Counting character in a 1 line huge file - shell

I'm working with a huge file (4 GB). This file doesn't have conventional line delimiter. Instead of the \n or such, the line delimiter is a bunch of characters (#####).
On this annoying file, I would like to count the number of time the "#####" string occurs to get the number of line.
I tried:
grep -o "#####" MyHugeFile.txt | wc -l
awk -F'#####' '{print NF-1}' MyHugeFile.txt
awk '{print gsub(/#####/,"&")}' MyHugeFile.txt
But none of them would work: the process seems to die before it gets the number of occurrence.
Is there another way ?
Thank you very much !

Related

Why is wc -l counting lines incorrectly? [duplicate]

I have a text file which has over 60MB size.
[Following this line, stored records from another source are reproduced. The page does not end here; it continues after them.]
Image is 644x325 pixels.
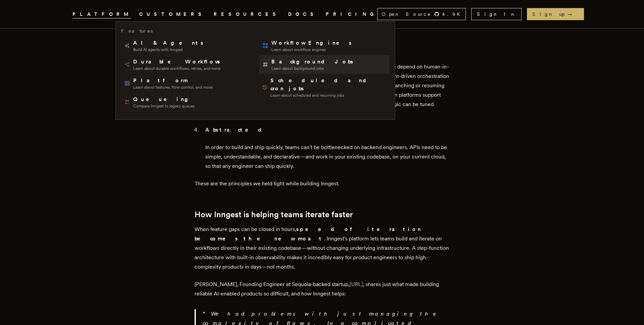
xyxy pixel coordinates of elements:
[326,10,378,19] a: PRICING
[195,280,450,298] p: [PERSON_NAME], Founding Engineer at Sequoia-backed startup, , shares just what made building reli...
[270,93,387,98] span: Learn about scheduled and recurring jobs
[270,76,387,93] span: Scheduled and cron jobs
[133,39,204,47] span: AI & Agents
[195,225,450,272] p: When feature gaps can be closed in hours, . Inngest's platform lets teams build and iterate on wo...
[382,11,431,17] span: Open Source
[271,47,353,53] span: Learn about workflow engines
[271,58,355,66] span: Background Jobs
[133,47,204,53] span: Build AI agents with Inngest
[133,76,213,84] span: Platform
[259,36,390,55] a: Workflow EnginesLearn about workflow engines
[527,8,584,20] a: Sign up
[139,10,206,19] a: CUSTOMERS
[121,55,251,74] a: Durable WorkflowsLearn about durable workflows, retries, and more
[349,281,363,287] a: [URL]
[271,39,353,47] span: Workflow Engines
[288,10,318,19] a: DOCS
[471,8,522,20] a: Sign In
[133,58,221,66] span: Durable Workflows
[133,104,195,109] span: Compare Inngest to legacy queues
[72,10,131,19] button: PLATFORM
[195,226,422,242] strong: speed of iteration becomes the new moat
[121,74,251,93] a: PlatformLearn about features, flow control, and more
[271,66,355,71] span: Learn about background jobs
[133,95,195,104] span: Queueing
[121,27,152,35] h3: Features
[195,210,450,219] h2: How Inngest is helping teams iterate faster
[206,143,450,171] p: In order to build and ship quickly, teams can't be bottlenecked on backend engineers. APIs need t...
[133,66,221,71] span: Learn about durable workflows, retries, and more
[214,10,280,19] button: RESOURCES
[567,11,579,17] span: →
[121,93,251,112] a: QueueingCompare Inngest to legacy queues
[259,74,390,101] a: Scheduled and cron jobsLearn about scheduled and recurring jobs
[133,84,213,90] span: Learn about features, flow control, and more
[259,55,390,74] a: Background JobsLearn about background jobs
[206,127,267,133] strong: Abstracted
[195,179,450,189] p: These are the principles we held tight while building Inngest.
[442,11,464,17] span: 4.9 K
[121,36,251,55] a: AI & AgentsBuild AI agents with Inngest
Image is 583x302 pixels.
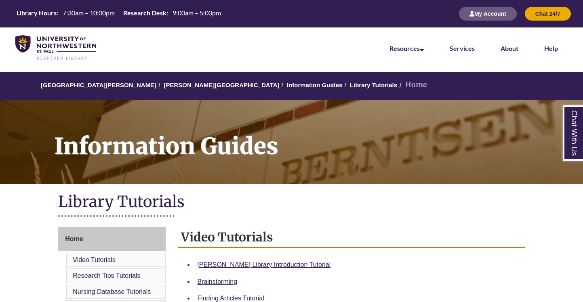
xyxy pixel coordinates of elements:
button: Chat 24/7 [525,7,571,21]
a: Chat 24/7 [525,10,571,17]
a: Home [58,227,166,251]
a: Resources [389,44,424,52]
a: [PERSON_NAME] Library Introduction Tutorial [197,261,331,268]
a: Nursing Database Tutorials [73,288,151,295]
a: Services [450,44,475,52]
span: 9:00am – 5:00pm [173,9,221,17]
li: Home [397,79,427,91]
span: Home [65,236,83,242]
a: Library Tutorials [350,82,397,88]
h2: Video Tutorials [178,227,524,248]
a: Brainstorming [197,278,237,285]
a: Hours Today [13,8,224,19]
th: Research Desk: [120,8,169,17]
h1: Information Guides [45,100,583,173]
a: Research Tips Tutorials [73,272,140,279]
a: Finding Articles Tutorial [197,295,264,302]
span: 7:30am – 10:00pm [63,9,115,17]
a: [PERSON_NAME][GEOGRAPHIC_DATA] [164,82,279,88]
a: Information Guides [287,82,343,88]
a: Video Tutorials [73,257,116,263]
img: UNWSP Library Logo [15,35,96,61]
h1: Library Tutorials [58,192,524,213]
button: My Account [459,7,517,21]
th: Library Hours: [13,8,59,17]
a: About [501,44,518,52]
a: [GEOGRAPHIC_DATA][PERSON_NAME] [41,82,156,88]
a: Help [544,44,558,52]
a: My Account [459,10,517,17]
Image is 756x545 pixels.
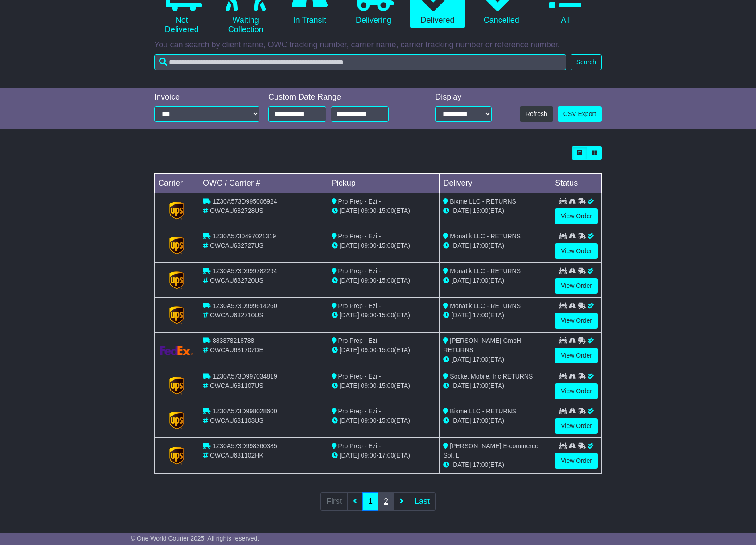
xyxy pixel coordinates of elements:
span: [DATE] [451,276,471,284]
button: Refresh [520,106,553,122]
span: 17:00 [473,461,488,468]
span: 09:00 [361,382,377,389]
img: GetCarrierServiceLogo [169,237,184,254]
span: 17:00 [473,311,488,318]
div: (ETA) [443,311,547,320]
div: - (ETA) [332,416,436,425]
span: [DATE] [451,311,471,318]
span: 17:00 [473,382,488,389]
span: Socket Mobile, Inc RETURNS [450,373,532,380]
span: 1Z30A573D998360385 [213,442,277,450]
a: CSV Export [557,106,602,122]
div: (ETA) [443,381,547,390]
span: OWCAU632720US [210,276,263,284]
td: Delivery [439,174,552,193]
span: 15:00 [379,417,394,424]
span: [DATE] [451,207,471,214]
img: GetCarrierServiceLogo [169,202,184,219]
span: 15:00 [379,276,394,284]
span: [DATE] [340,311,359,318]
span: Monatik LLC - RETURNS [450,232,520,239]
div: - (ETA) [332,276,436,285]
span: 17:00 [473,242,488,249]
td: OWC / Carrier # [199,174,328,193]
a: View Order [555,313,598,328]
span: 09:00 [361,452,377,459]
span: 1Z30A573D999782294 [213,267,277,274]
a: View Order [555,208,598,224]
a: View Order [555,418,598,434]
span: 15:00 [379,382,394,389]
div: (ETA) [443,355,547,364]
span: 15:00 [379,346,394,353]
span: 15:00 [379,242,394,249]
span: 09:00 [361,311,377,318]
a: 2 [378,492,394,510]
span: 1Z30A573D995006924 [213,197,277,204]
a: Last [409,492,436,510]
span: [DATE] [451,417,471,424]
span: [DATE] [340,346,359,353]
span: [DATE] [340,452,359,459]
div: - (ETA) [332,241,436,250]
img: GetCarrierServiceLogo [169,271,184,289]
span: 883378218788 [213,337,254,344]
a: View Order [555,243,598,259]
span: Monatik LLC - RETURNS [450,302,520,309]
div: - (ETA) [332,381,436,390]
div: (ETA) [443,206,547,215]
img: GetCarrierServiceLogo [169,306,184,324]
span: © One World Courier 2025. All rights reserved. [130,534,259,541]
span: 15:00 [379,207,394,214]
div: (ETA) [443,460,547,469]
a: View Order [555,383,598,399]
div: Display [435,93,492,102]
div: (ETA) [443,276,547,285]
span: Pro Prep - Ezi - [338,442,381,450]
div: - (ETA) [332,311,436,320]
span: OWCAU632727US [210,242,263,249]
span: 1Z30A573D997034819 [213,373,277,380]
span: 1Z30A573D999614260 [213,302,277,309]
span: Pro Prep - Ezi - [338,408,381,415]
span: 17:00 [473,355,488,363]
div: (ETA) [443,241,547,250]
img: GetCarrierServiceLogo [160,346,194,355]
span: OWCAU632710US [210,311,263,318]
span: OWCAU631707DE [210,346,263,353]
span: [DATE] [451,355,471,363]
span: 15:00 [379,311,394,318]
span: 09:00 [361,417,377,424]
img: GetCarrierServiceLogo [169,376,184,395]
span: [DATE] [451,461,471,468]
span: OWCAU631103US [210,417,263,424]
span: [PERSON_NAME] GmbH RETURNS [443,337,520,353]
span: 1Z30A5730497021319 [213,232,276,239]
span: [DATE] [451,382,471,389]
span: 09:00 [361,346,377,353]
td: Status [552,174,602,193]
span: Pro Prep - Ezi - [338,337,381,344]
span: Bixme LLC - RETURNS [450,408,516,415]
a: View Order [555,453,598,468]
span: 09:00 [361,276,377,284]
a: 1 [362,492,379,510]
div: - (ETA) [332,450,436,460]
a: View Order [555,348,598,363]
div: (ETA) [443,416,547,425]
span: Pro Prep - Ezi - [338,267,381,274]
p: You can search by client name, OWC tracking number, carrier name, carrier tracking number or refe... [154,40,602,50]
span: 17:00 [379,452,394,459]
td: Pickup [327,174,439,193]
div: - (ETA) [332,346,436,355]
span: 17:00 [473,417,488,424]
span: Pro Prep - Ezi - [338,197,381,204]
span: OWCAU631107US [210,382,263,389]
span: [DATE] [340,276,359,284]
img: GetCarrierServiceLogo [169,447,184,464]
span: Monatik LLC - RETURNS [450,267,520,274]
span: OWCAU632728US [210,207,263,214]
span: [DATE] [340,417,359,424]
div: Invoice [154,93,259,102]
span: 09:00 [361,207,377,214]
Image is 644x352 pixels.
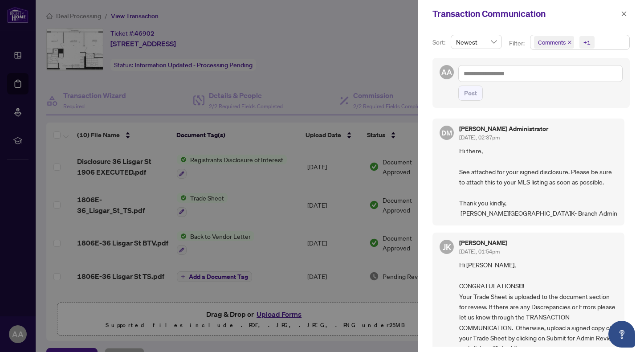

It has got entries in 5105043 lines, but when I am doing wc -l it is giving only 5105042 results which is one less than actual. Does anyone have any idea why it is happening?
Is it a common thing when the file size is large?
Last line does not contain a new line.
One trick to get the result you want would be:
sed -n '=' <yourfile> | wc -l
This tells sed just to print the line number of each line in your file which wc then counts. There are probably better solutions, but this works.
The last line in your file is probably missing a newline ending. IIRC, wc -l merely counts the number of newline characters in the file.
If you try: cat -A file.txt | tail does your last line contain a trailing dollar sign ($)?
EDIT:
Assuming the last line in your file is lacking a newline character, you can append a newline character to correct it like this:
printf "\n" >> file.txt
The results of wc -l should now be consistent.
60 MB seems a bit big file but for small size files. One option could be
cat -n file.txt
OR
cat -n sample.txt | cut -f1 | tail -1

How many times has the letter "N" or its repeat(eg: "NNNNN") been found in a text file?

I am given a file.txt (text file) with a string of data. Example contents:
abcabccabbabNababbababaaaNNcacbba
abacabababaaNNNbacabaaccabbacacab
NNNNNNNNNNNNNNNNNNNNNNNNNNNNNNNNN
aaababababababacacacacccbababNbNa
abababbacababaaacccc
To find the number of distinct repeated patterns of "N" (repeated one or more times) that are present in the file using unix commands.
I am unsure on what commands to use even after trying a range of different commands.
$ grep -E -c "(N)+" file.txt
the output must be 6
One way:
$ sed 's/[^N]\{1,\}/\n/g' file.txt | grep -c N
6
How it works:
Replace all sequences of one or more non-N characters in the input with a newline.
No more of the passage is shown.